Welcome aboard. The Berkshire letter due out in about an hour has been 50 years in the making, but it’s also been many months in the writing.
In the very last paragraph of last year’s letter, Warren Buffett piqued the interest of his most ardent followers—the ones who read all the way to the end of his annual missives—with this line:
Next year’s letter will review our 50 years at Berkshire and speculate a bit about the next 50.It wasn’t a promise Mr. Buffett took lightly. In December, Mr. Buffett told the Journal that he’s already written 20,000 words of the upcoming letter. In normal years, the letter runs about 15,000. We’re going to have a lot of reading to do today.
Berkshire shareholders and those who follow the conglomerate’s activities will get a bonus this time around: Berkshire Vice Chairman Charlie Munger is also writing down his vision for Berkshire for the next 50 years. Shareholders love Mr. Munger’s sometimes bruising wit and deadpan delivery, but his voice has been absent from last letters.
Mr. Buffett said in December that he and Mr. Munger had agreed not to read each other’s accounts until shortly before today’s publication. The letter will contain a note from Mr. Buffett stating that neither he nor Mr. Munger changed a word of commentary after reading the other’s piece.
So now that the letter is finally arriving this weekend, what can Berkshire shareholders and Buffett acolytes expect? We covered that in detail in this post on Friday, but we’ll hit some of the key point as we wait for the letter to land.
(And don’t think we didn’t try to find the letter on Berkshire’s website already . It’s not there yet, but it should be at this link when it goes live.)
As he looks 50 years into the future, we expect Mr. Buffett will address the question of whether Berkshire should stay together–and perhaps, how it could be organized under his successor.

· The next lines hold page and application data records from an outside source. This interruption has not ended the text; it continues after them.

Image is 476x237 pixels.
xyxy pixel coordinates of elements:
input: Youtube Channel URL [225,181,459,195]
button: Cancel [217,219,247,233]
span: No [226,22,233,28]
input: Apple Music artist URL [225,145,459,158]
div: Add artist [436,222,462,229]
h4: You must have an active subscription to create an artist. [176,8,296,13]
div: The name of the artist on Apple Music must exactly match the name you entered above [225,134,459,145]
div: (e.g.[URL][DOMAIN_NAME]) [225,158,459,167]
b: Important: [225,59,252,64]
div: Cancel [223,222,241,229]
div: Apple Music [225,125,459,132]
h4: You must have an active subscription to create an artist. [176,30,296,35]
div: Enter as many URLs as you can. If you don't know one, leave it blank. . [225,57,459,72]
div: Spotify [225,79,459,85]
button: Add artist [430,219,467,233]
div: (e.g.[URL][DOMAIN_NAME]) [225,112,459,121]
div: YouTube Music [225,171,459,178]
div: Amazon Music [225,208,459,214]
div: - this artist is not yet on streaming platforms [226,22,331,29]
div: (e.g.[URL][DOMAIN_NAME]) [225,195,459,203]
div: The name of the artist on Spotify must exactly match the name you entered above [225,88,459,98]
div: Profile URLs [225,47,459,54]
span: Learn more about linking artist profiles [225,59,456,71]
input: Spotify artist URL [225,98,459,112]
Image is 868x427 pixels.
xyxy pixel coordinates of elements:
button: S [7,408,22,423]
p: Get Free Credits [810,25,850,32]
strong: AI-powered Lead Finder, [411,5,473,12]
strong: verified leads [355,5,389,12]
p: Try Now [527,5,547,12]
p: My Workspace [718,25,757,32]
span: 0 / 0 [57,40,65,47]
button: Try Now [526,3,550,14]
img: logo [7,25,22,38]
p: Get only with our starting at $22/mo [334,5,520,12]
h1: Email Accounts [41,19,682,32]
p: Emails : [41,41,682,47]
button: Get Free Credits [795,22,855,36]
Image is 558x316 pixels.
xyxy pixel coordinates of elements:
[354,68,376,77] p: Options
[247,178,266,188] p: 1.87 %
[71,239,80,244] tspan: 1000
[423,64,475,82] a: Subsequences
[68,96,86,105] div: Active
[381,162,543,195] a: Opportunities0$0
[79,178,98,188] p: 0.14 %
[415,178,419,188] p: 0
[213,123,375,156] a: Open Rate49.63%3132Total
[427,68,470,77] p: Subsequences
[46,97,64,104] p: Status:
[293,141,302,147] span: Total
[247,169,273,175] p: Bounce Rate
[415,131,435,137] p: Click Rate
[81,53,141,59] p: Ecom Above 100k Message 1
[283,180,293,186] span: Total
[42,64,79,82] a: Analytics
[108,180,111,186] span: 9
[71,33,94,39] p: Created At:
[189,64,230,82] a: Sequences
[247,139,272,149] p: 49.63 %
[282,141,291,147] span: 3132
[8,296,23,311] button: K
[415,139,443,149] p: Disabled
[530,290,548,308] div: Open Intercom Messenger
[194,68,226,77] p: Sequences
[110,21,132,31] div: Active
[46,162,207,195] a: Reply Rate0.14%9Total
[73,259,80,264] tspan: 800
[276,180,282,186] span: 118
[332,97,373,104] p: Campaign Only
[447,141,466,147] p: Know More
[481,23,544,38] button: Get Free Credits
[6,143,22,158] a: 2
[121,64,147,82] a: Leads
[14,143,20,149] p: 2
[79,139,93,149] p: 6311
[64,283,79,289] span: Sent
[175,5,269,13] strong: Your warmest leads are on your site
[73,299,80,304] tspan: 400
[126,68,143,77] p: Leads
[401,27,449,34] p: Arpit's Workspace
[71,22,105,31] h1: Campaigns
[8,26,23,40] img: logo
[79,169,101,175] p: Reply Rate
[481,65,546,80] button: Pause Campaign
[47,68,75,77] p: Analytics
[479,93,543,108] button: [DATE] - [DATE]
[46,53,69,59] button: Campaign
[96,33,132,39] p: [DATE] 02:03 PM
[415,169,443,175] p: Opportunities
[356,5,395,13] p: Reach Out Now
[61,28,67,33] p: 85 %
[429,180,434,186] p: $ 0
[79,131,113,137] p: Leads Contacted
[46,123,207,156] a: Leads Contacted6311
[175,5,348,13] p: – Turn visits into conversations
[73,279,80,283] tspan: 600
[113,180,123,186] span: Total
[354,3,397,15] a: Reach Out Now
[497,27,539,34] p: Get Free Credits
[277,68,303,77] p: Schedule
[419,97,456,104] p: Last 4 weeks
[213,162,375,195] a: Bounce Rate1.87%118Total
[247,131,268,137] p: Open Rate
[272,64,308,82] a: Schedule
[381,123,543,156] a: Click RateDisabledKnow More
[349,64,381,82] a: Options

At a time when more and more companies are spinning off operations to narrow their focus and make their operations easier to value, Mr. Buffett will likely say Berkshire works better as a conglomerate. Berkshire’s insurance units, including car insurer Geico Corp., fueled Berkshire’s growth over the past five decades by giving Mr. Buffett funds to invest elsewhere. Barclays analyst Jay Gelb said in a research note this week that Mr. Buffett is likely to argue that “excess cash from Insurance and other operations can be effectively and tax-efficiently deployed” to grow other parts of the company.
That’s not unalloyed good news for all Berkshire shareholders. Some of them think the company is so massive that some crown jewels of the company aren’t being fully appreciated by the market. Mr. Gelb says that “means substantial value could remain unlocked for several major units.”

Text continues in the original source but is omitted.